Other scientists echo this view of embryonic stem cells: “There's more that we don't understand than we do,’ says Eric Rulifson, a researcher at the UCSF Diabetes Center. ‘None of this stuff works. There's no stem cell therapy that works without causing harm, because we don't understand what stem cells do.’” Jamison, speaking in lay terms, said “You wouldn't know it from listening to Obama or the promises of the Prop. 71 campaign, but human embryonic stem cells are, when not tightly controlled, a substance akin to poison.”

So what is the Institute for Regenerative Medicine, created to further embryonic stem cell research, to do? According to Jamison, the institute is starting to focus on adult stem cells, because after five years and $3 billion the people of California want to see some results. And adult stem cells are where the results are. In March, Jamison attended the institute’s “Open Forum” at San Francisco’s Palace Hotel: “The star of the show was Tamara Alliston, a Ph.D. from UCSF's Cartilage Repair and Regeneration Center. She researches methods for regenerating cartilage using mesenchymal stem cells, which are found in various adult body parts. Her work could one day provide significant relief to those suffering from arthritis — a degenerative condition, affecting five million Californians and 27 million Americans, about which shockingly little is known. Since the cells are harvested from consenting adults, her work is free of ethical debates and culture politics — in fact, it falls safely within the research parameters established in 2001 by Bush….It is difficult to overlook the irony of a situation in which state officials, seeking to deliver on the promises of a ballot initiative intended to overcome the Bush administration's supposed limits on the advance of science, turn for their salvation to research Bush never restricted in the first place.”

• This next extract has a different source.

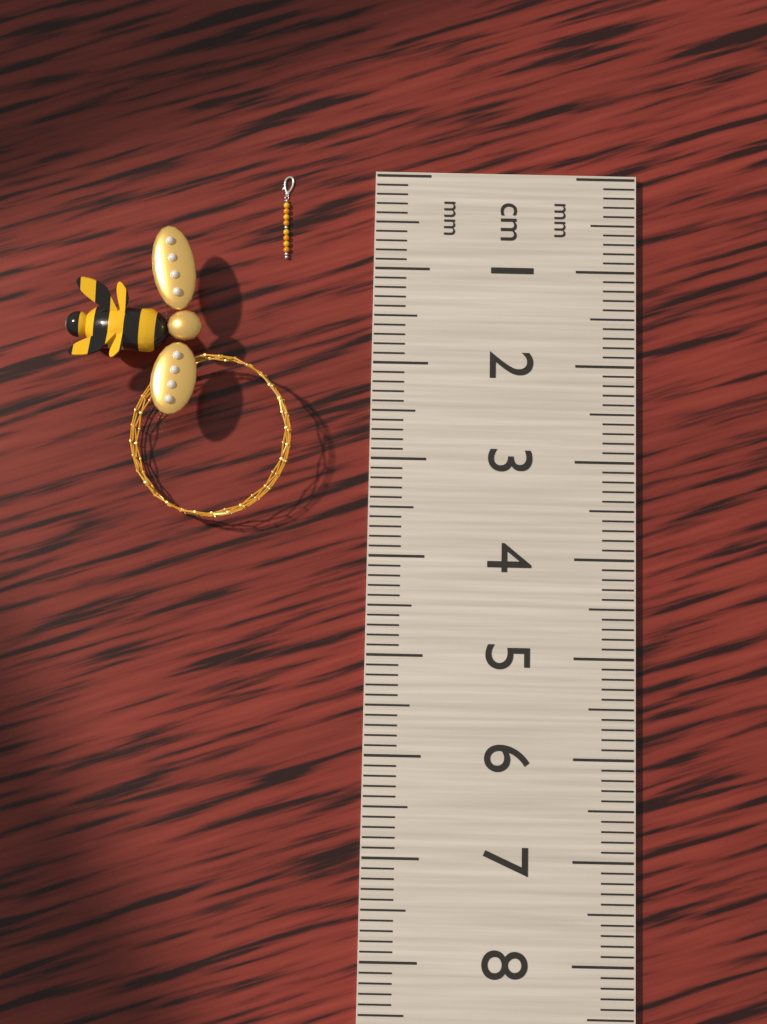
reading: 0.9 cm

The guiltiest snake-oil salesmen for embryonic stem cell research were never scientists. They were, and continue to be, members of the political class and the mainstream media. An example is the inexcusable claim made in January, 2009, by Speaker of the House Nancy Pelosi: “Scientists have been given an almost biblical power to cure through advances in embryonic stem cell research.” What could motivate such an irrational statement, utterly in conflict with the statements of the scientists themselves? In a November 20, 2007 article in First Things Joseph Bottum opined: "I have long suspected that science, in the context of the editorial page of the New York Times, was simply a stalking-horse for something else. In fact, for two something-elses: a chance to discredit America’s religious believers and an opportunity to put yet another hedge around the legalization of abortion. After all, if our very health depends on the death of embryos, and we live in a culture that routinely destroys early human life in the laboratory, no grounds could exist for objecting to abortion."